People conflate this with a nuclear bomb. They’re very different things, and understanding the difference matters more than most trivia answers do.
Show Answer
A conventional explosive device (like dynamite) combined with radioactive material. It’s designed to spread contamination, not create a nuclear explosion. A dirty bomb couldn’t level a city, but it could make parts of one uninhabitable. The fear it generates is disproportionate to its destructive power, which is sort of the point.
The Last One You’ll Think About Tomorrow
60. What common substance, found in virtually every home, was used as currency, medicine, religious offering, and preservative across multiple ancient civilizations, and gets its name from a word meaning “dirty” or “unclean” in none of them?

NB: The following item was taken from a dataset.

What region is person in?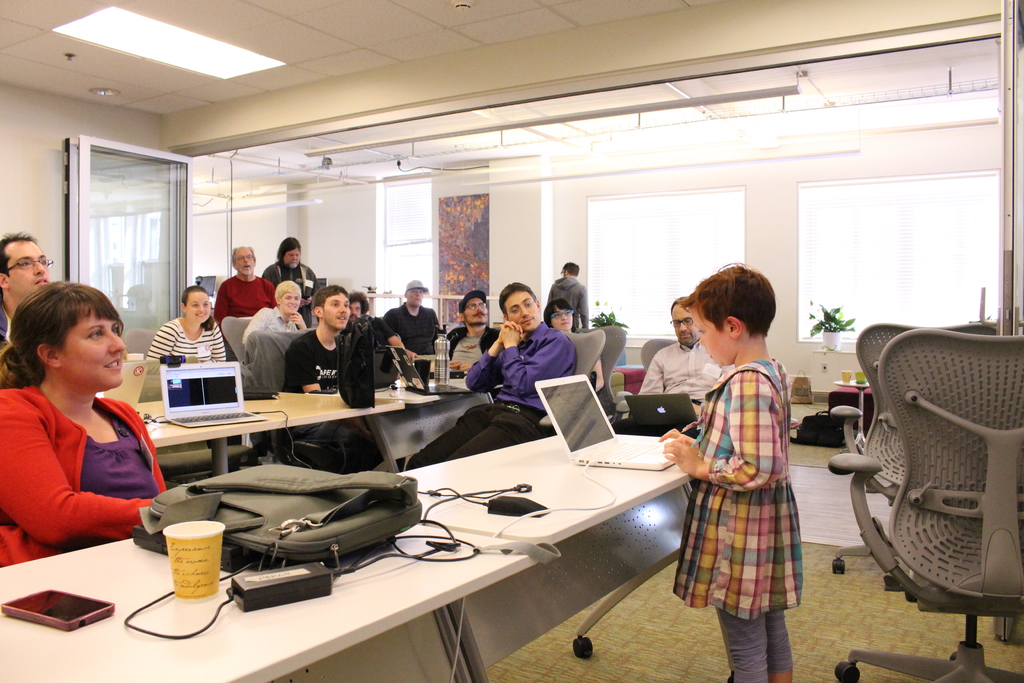
{"left": 445, "top": 288, "right": 502, "bottom": 381}.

I save this question for last because it does something rare in dirty trivia: it flips the premise. Everything in this round has been about filth, contamination, the risqué, the uncomfortable. But the thing that cleans us, that’s been sacred for millennia, that we reach for when things get dirty, has a name that’s never meant unclean in any language. It’s always meant the opposite. And yet we put it on everything dirty.
Show Answer
Soap. Derived from the Latin “sapo” (possibly borrowed from a Germanic or Celtic word), soap has been found in ancient Babylonian clay cylinders from 2800 BC. It’s been used to clean wounds, purify temples, and preserve food. The dirtiest thing about soap is the industry that sells it to you by making you feel dirty without it. That’s the grift. That’s always been the grift. And that’s a good place to leave this.
My 13 years running trivia nights in Vienna, Austria have taught me more about writing good questions than any training could. The room tells you everything. I write based on what works in front of real people, not what looks clever on paper. I've contributed question sets to Sporcle, and I take the same care with every set I write.